Dundee,
1. - This is a test terrain where I test features and I wanted to verify I could produce the terrain sculpting error on demand from building Oceania that I want to use as a rapid production feature with my new terrain RiftVal. It works with this kind of topography.
2. - I needed a bridge for river scaling in producing the micro terrain feature and creating a faster way to make rivers the right width for the bridges in the terrain editor. They take too long if I'm futzing over every mile and how they look. I just need water for a bridge because a Gver is too close to the ground to see anything anyway.
3. - Do you read? I explained what I was doing was a test. I'm months from this type of construction on my current terrain. You should really try building a terrain so you can understand terrain limitations. There are many, and most of this is an artful illusion inside of those limitations.
One quick day of experimenting saves me weeks of wasted work later on.
I became curious later to see what the minimum size of rock strata formation looked like from a tank. The minimum brush size is about 100ft wide. The minimum strata that can be shaped within the polygon mesh limits is 100ft wide 100ft tall. From 0 to 500ft you can reasonably pull 3 of those especially if you want to use them as stepped ramps for GV's and to have enough trees on each level to hide in. An enemy tank on the next level up may not find your tank on one of the two lower levels as you traverse to get up to the airfield's elevation of 500ft. The sound will drive him nutz and aircraft may well face plant into the topo feature trying to shoot or bomb you.
A series of screen shots showing step strata ramps up from the river. The ramps at a distance are subtle but, if you kept crossing a bridge at that location the ramps would be your way up and a way to hide until you could get to the top and at the airfield. Repetition of attacking this field would make it a common fast path up from the river.


Up close the minimum flat and vertical width of anything you can create in the terrain editor. And why you can quickly end up with ginormous monstrosity rock formations you didn't intend to create because you wanted realism and lost all sense of scale.

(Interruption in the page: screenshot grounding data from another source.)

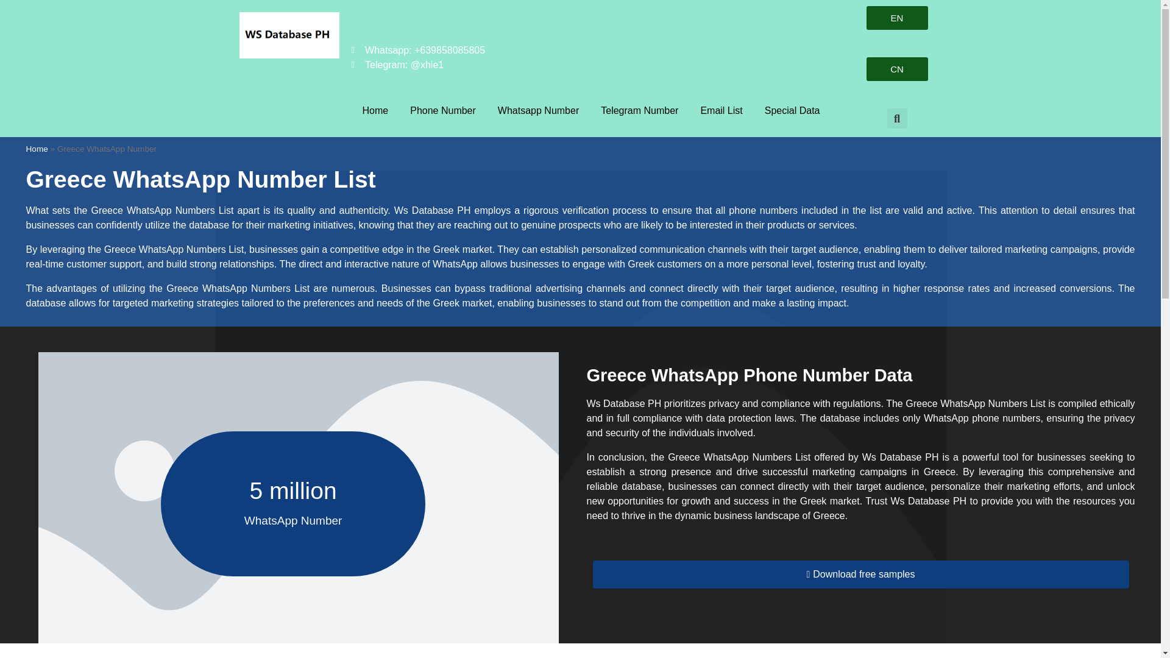 The width and height of the screenshot is (1170, 658). Describe the element at coordinates (792, 111) in the screenshot. I see `Special Data` at that location.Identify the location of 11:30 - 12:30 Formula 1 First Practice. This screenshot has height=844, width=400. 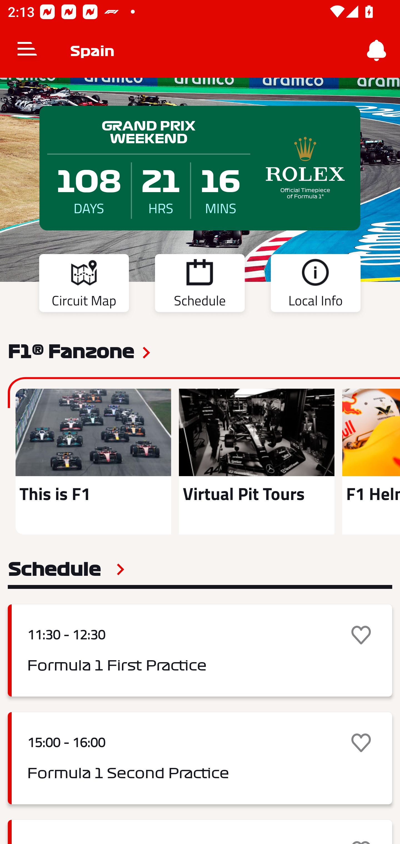
(200, 651).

That is why you drop an airfield into your terrain and gain perspective by getting a tank or plane up close to your monstrosities like I'm doing with that tank in these screen shots. So if we were all 2000ft tall everything would scale right. Otherwise, you accept this glaring limitation of the terrain editor and create illusions, in this case some trees. On my new terrain I have about 39 candidate fields for a river treatment like this when I finally get to adding feilds and creating GV micro combat areas.